Search for notes by fellow students, in your own course and all over the country.

Browse our notes for titles which look like what you need, you can preview any of the notes via a sample of the contents. After you're happy these are the notes you're after simply pop them into your shopping cart.

My Basket

You have nothing in your shopping cart yet.

Title: Shakespeare's "Othello" Act One Notes
Description: A collection of close analysis for Act One from a range of articles/forums/class discussions/study guides. I did these notes for A2 but I'm sure they will be useful elsewhere too!

Document Preview

Extracts from the notes are below, to see the PDF you'll receive please use the links above




Scene 1:
Opens with a dispute: foregrounds the sense of conflict throughout the novel (first against the Turks, then
between characters
...
') which underlines this sense of conflict
...
)
This contrasts with Roderigo's initial 'tush
...
)
Powerful antagonist: offers bold assertions ('abhor me'; 'despise me if I do not'), which convey his confident
character
...
This theme becomes explicit
when Iago says directly 'be judge yourself
...
')
and includes short phrases ('and what was he?'), perhaps conveying his anger
...
) Pace is created
through the iambi meter ('that never set a squandron on the field
...
')
Roderigo's responses: do not add anything to Iago's speech, simply agree
...

There is an irony in Iago's argument: he had the support of 'three great ones', and yet he complains that
'preferment goes by letter and affection' (hence Cassio's promotion
...
A further irony lies in his rebuke of 'honest knaves' while
being honest about himself
...

Self defining villain: this is a trope inherited from Medieval drama, and which Iago adopts when he claims
that 'were I the Moor, I would not be Iago
...

Iago as false: famously misconstrues Exodus ('I am that I am') with the assertion that 'I am not what I am
...

Othello's name: not mentioned at all in the first scene
...
' This creates suspense and foregrounds the theme of appearance versus reality, as we are
encouraged to form an impression of him that proves false when Othello actually appears
...
This is emphasised with the pace created through the repetition of 'now, now, very now' (which
imbues imminency into the speech) and the list of emotive imperatives ('rouse', 'proclaim', 'plague
...
That both sets of imagery are also heavily racist would have been
particularly effective in drawing a negative response to the marriage from a Jacobean audience, which
viewed black people as devilish
...
' The physical nature of Iago's description is graphic and profane, and as well as
worsening the notion of a mixed marriage, it also suggests his own lack of understanding of love
...
This is both present in the mixed marriage (black and white) and the
broader theme of appearance versus reality, honesty and lies
...
')
The emphatic future tense of 'my services which I have done the signory/shall out-tongue his complaints'
underlines Othello's self-assured, calm disposition
...
')
Iago uses imagery of piracy when describing Othello's marriage: 'he tonight hath boarded a land carrack
...
)
Brabantio's accusation: black people were often associated with charms, so for Brabantio to accuse Othello
of this is not contemporarily invalid
...
Brabantio's speech is rife with witchcraft imagery to convey his point ('chains of magic', 'enchanted
her', 'foul charms
...
This is evidenced through the haste with which he is required to fight
the Turks ('haste-post-haste', 'hotly called for') and also his welcome as 'valiant Moor' (and in the following
line, 'valiant Othello
...
')
Brabantio's plea: the sibilance and rhyme of 'swallows other sorrows' emphasises his distress at
Desdemona's marriage to Othello
...

Brabantio's view of Desdemona is shaped by contemporary ideals of the passivity of women (and actually
echoed by Desdemona when she refers to herself as a 'moth of peace'
...

Desdemona's claim to owe obedience to Othello over her father is legitimised by the reference to her mother
when she recalls the 'duty my mother showed/to you, preferring you before her father', which was an
accepted normality in Jacobean England
...
'We have reason to cool
our raging motions
...

'Put money in thy purse': very strong subliminal mind washing
Title: Shakespeare's "Othello" Act One Notes
Description: A collection of close analysis for Act One from a range of articles/forums/class discussions/study guides. I did these notes for A2 but I'm sure they will be useful elsewhere too!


Print the line containing "has width=1299, height=623." and all lines after it, unchanged, through the end of the data. Leave the pictures out.

Stored data entries:
____
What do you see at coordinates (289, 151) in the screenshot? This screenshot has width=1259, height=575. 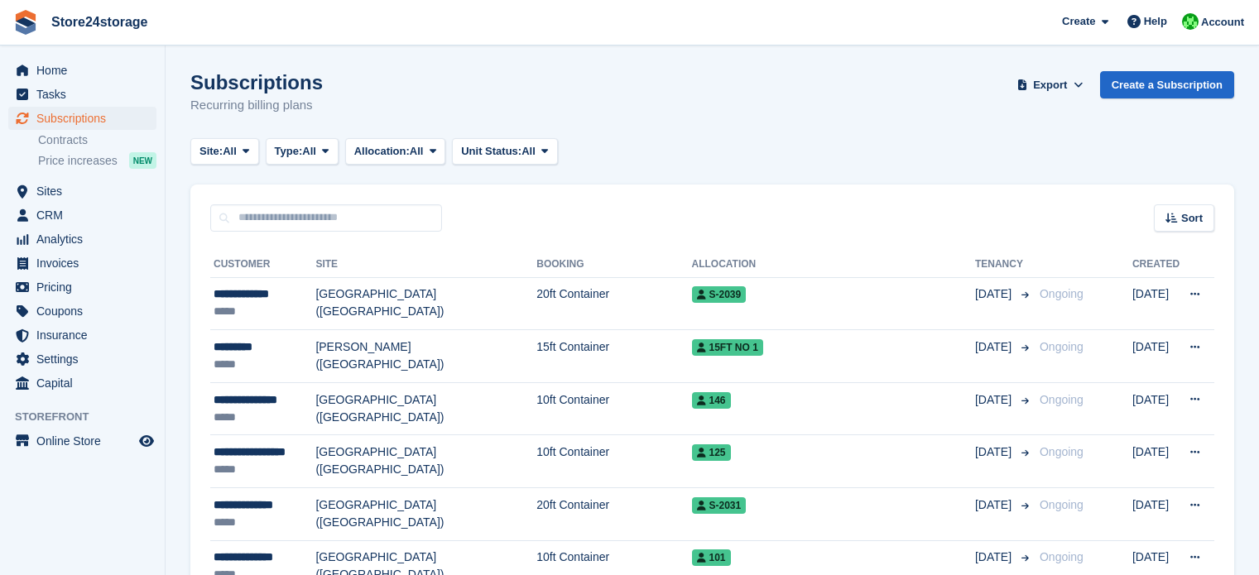 I see `span: Type:` at bounding box center [289, 151].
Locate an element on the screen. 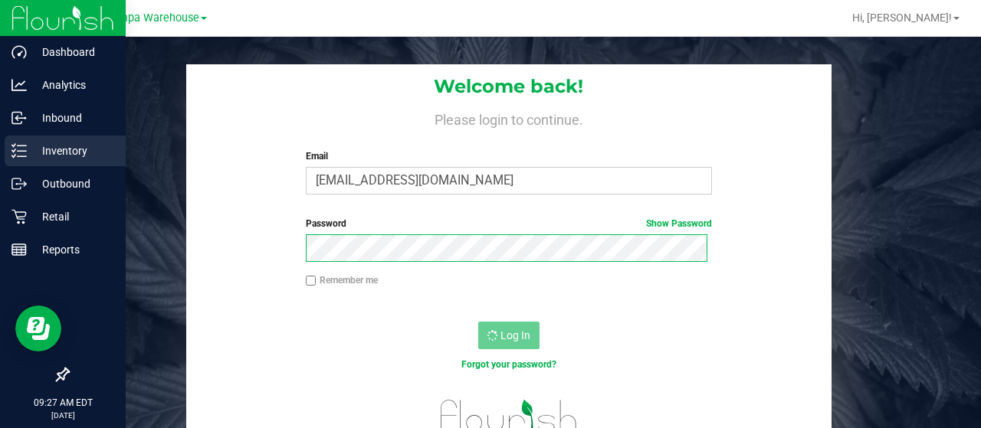 The height and width of the screenshot is (428, 981). inline-svg: Outbound is located at coordinates (19, 184).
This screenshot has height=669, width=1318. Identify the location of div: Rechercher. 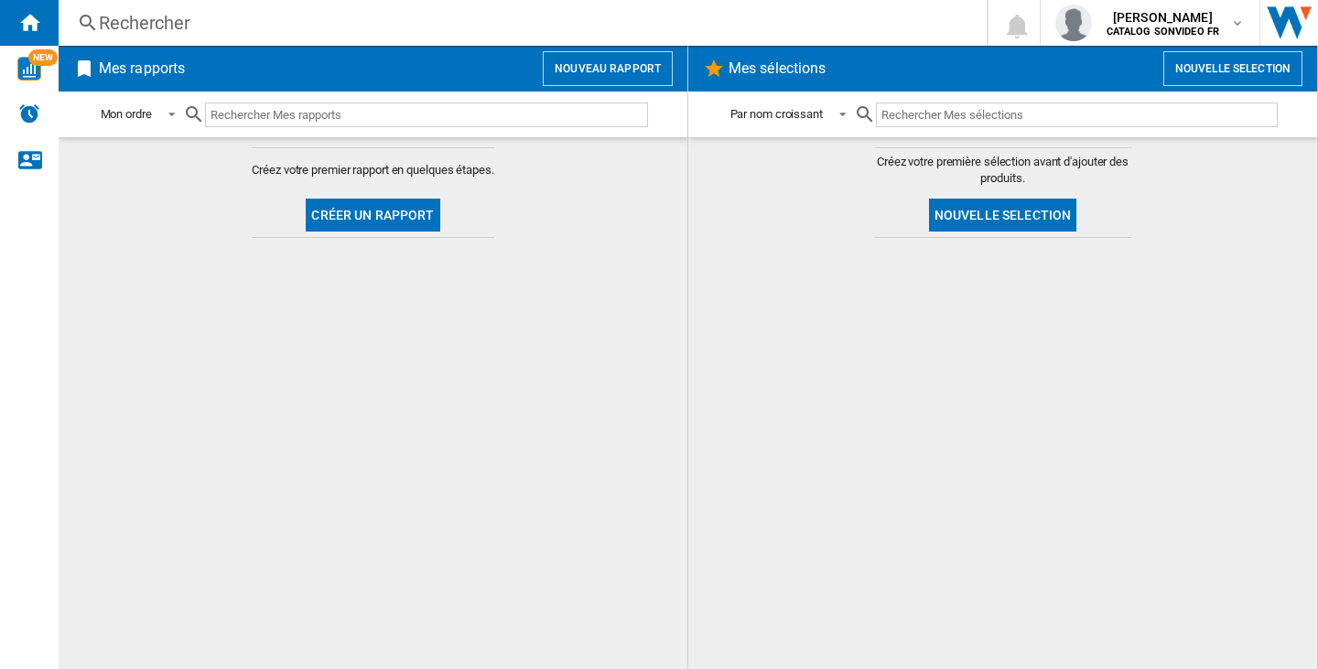
(519, 23).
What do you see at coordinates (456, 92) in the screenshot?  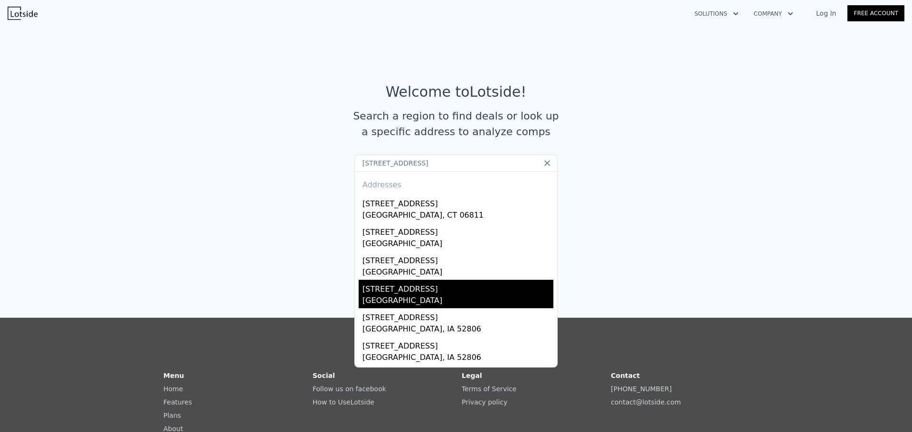 I see `div: Welcome to Lotside !` at bounding box center [456, 92].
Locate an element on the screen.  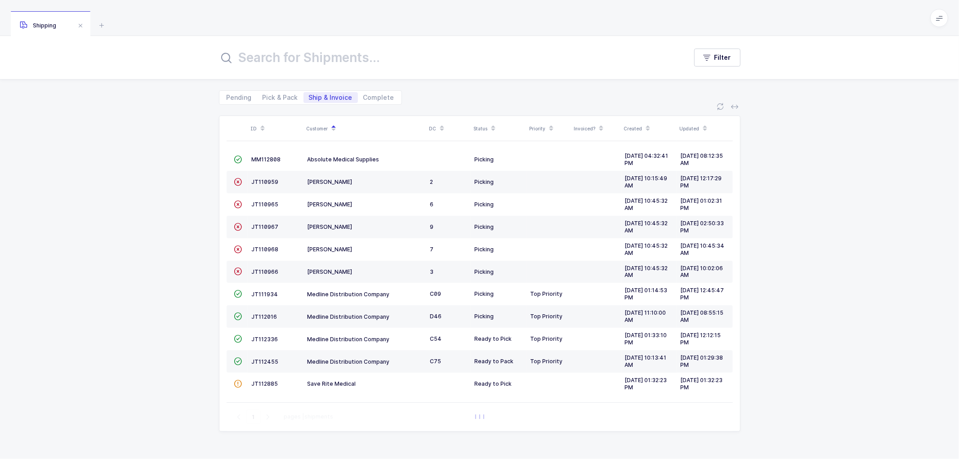
span: JT110966 is located at coordinates (265, 272).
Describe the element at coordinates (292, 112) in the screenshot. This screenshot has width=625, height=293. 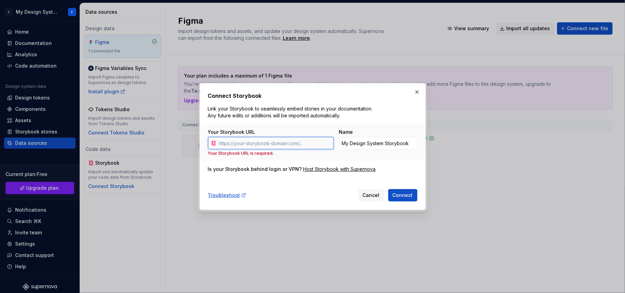
I see `p: Link your Storybook to seamlessly embed stories in your documentation. Any future edits or additi...` at that location.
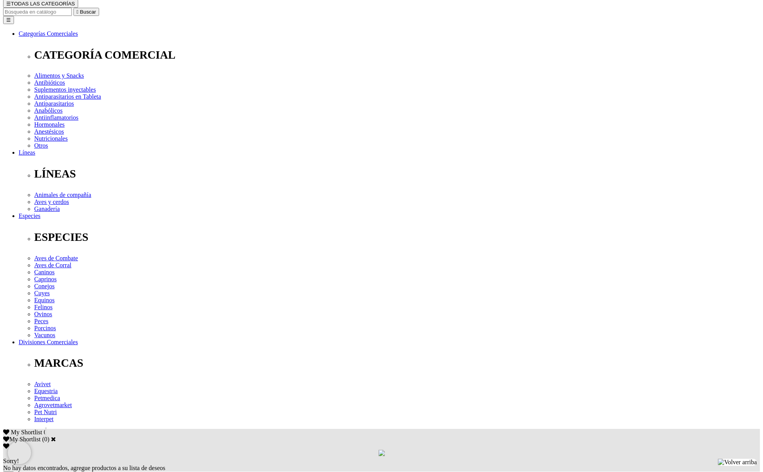 Image resolution: width=763 pixels, height=472 pixels. I want to click on label: My Shortlist, so click(22, 439).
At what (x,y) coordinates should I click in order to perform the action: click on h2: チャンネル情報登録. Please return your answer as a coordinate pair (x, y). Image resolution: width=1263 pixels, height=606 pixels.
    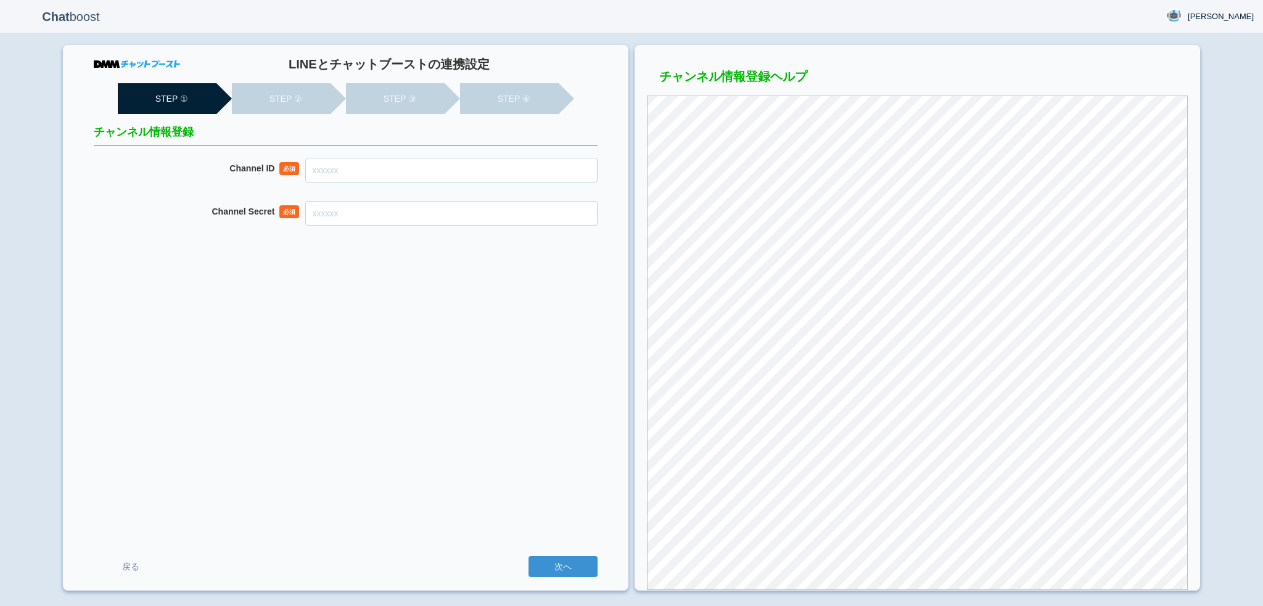
    Looking at the image, I should click on (345, 136).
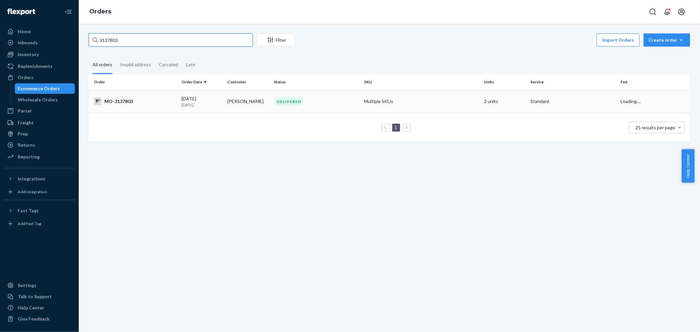 This screenshot has height=332, width=700. Describe the element at coordinates (28, 54) in the screenshot. I see `div: Inventory` at that location.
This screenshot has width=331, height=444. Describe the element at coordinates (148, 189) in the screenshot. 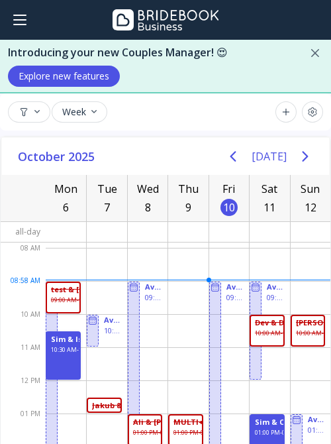

I see `div: Wed` at that location.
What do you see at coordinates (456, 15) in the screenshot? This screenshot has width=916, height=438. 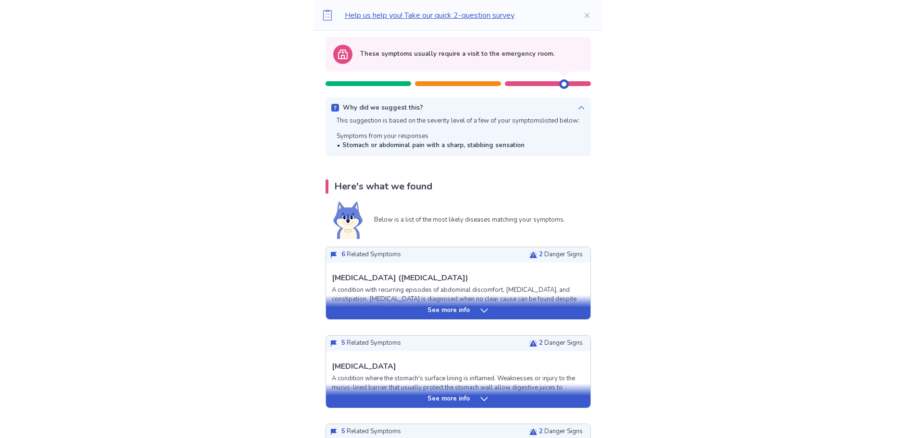 I see `p: Help us help you! Take our quick 2-question survey` at bounding box center [456, 15].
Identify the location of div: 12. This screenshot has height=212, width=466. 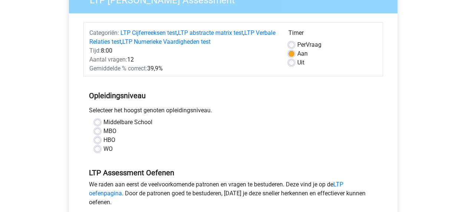
(183, 60).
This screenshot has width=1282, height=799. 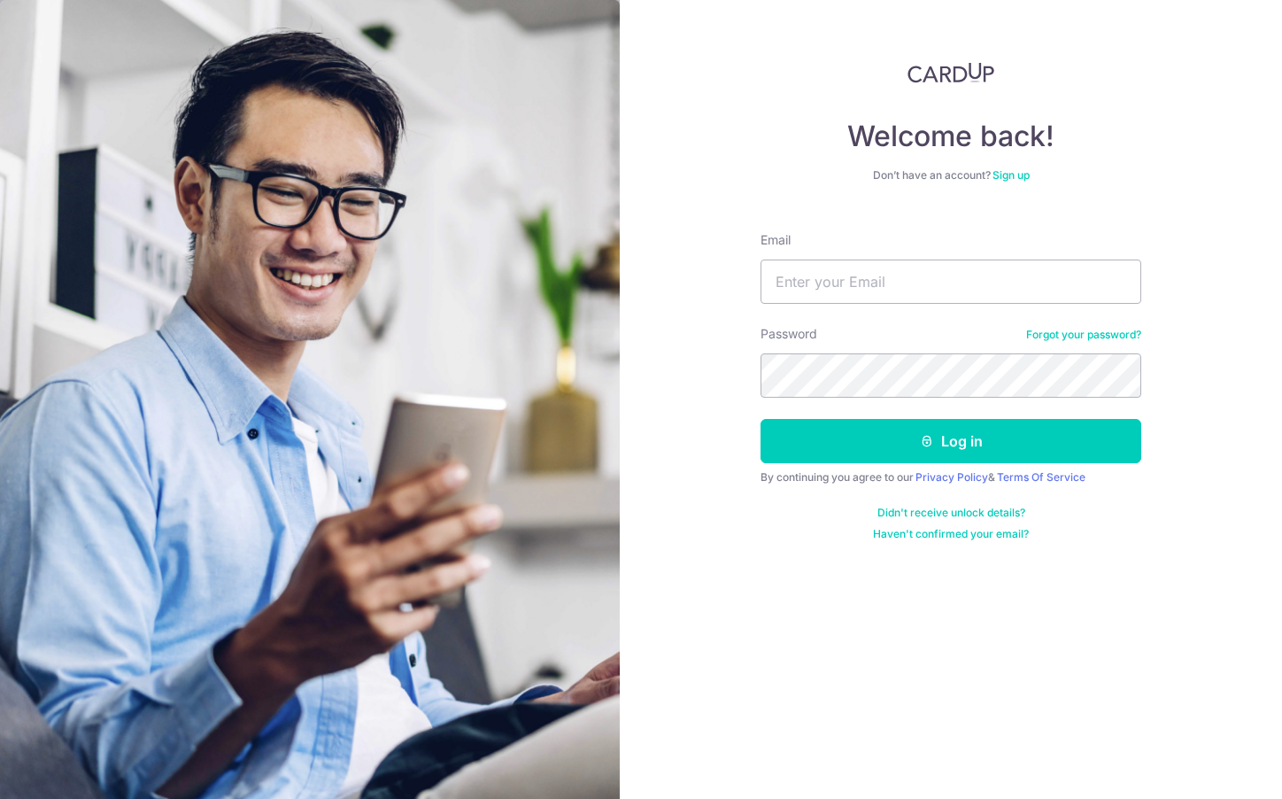 I want to click on div: By continuing you agree to our &, so click(x=951, y=477).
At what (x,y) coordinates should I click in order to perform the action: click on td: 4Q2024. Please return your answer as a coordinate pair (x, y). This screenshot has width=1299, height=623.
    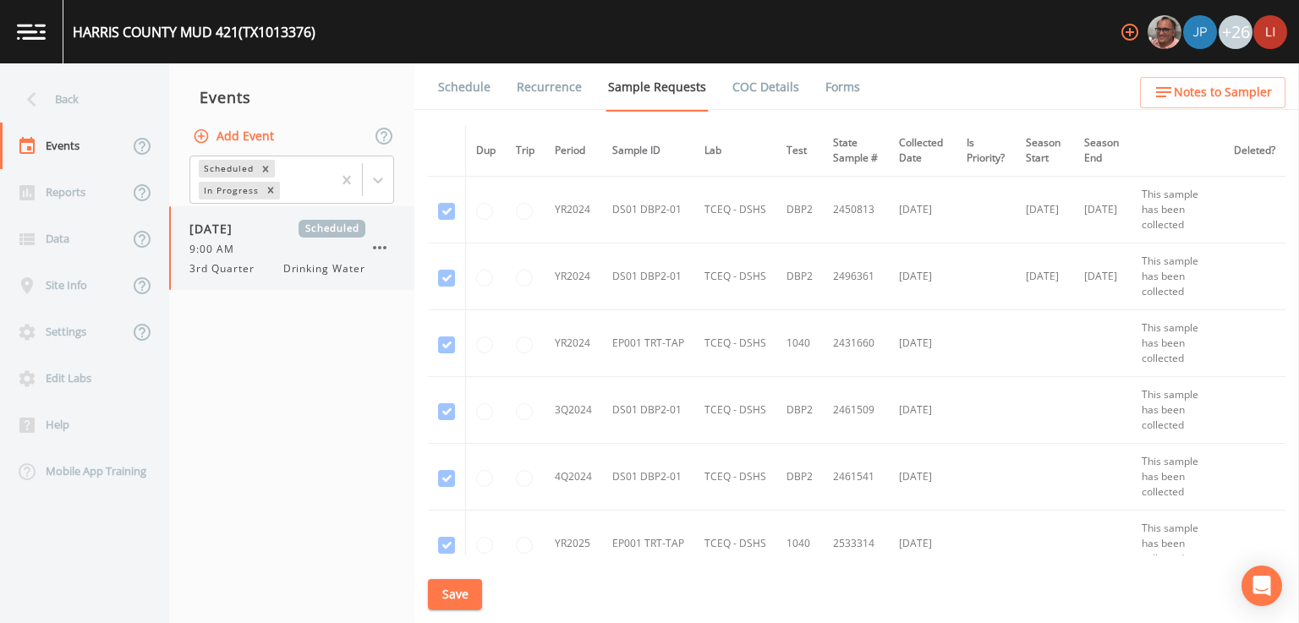
    Looking at the image, I should click on (573, 477).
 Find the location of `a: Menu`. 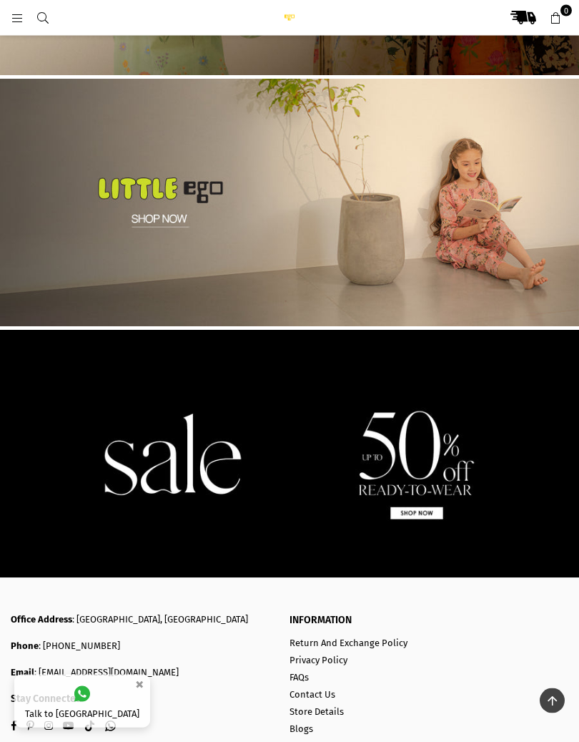

a: Menu is located at coordinates (17, 17).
____
RESULT FOR THIS EXERCISE:
At what (x,y) coordinates should I click in order to perform the action: click on td: 4Q2024. Please return your answer as a coordinate pair (x, y). This screenshot has width=1299, height=623.
    Looking at the image, I should click on (573, 477).
 Find the location of `a: Menu`. 

a: Menu is located at coordinates (17, 17).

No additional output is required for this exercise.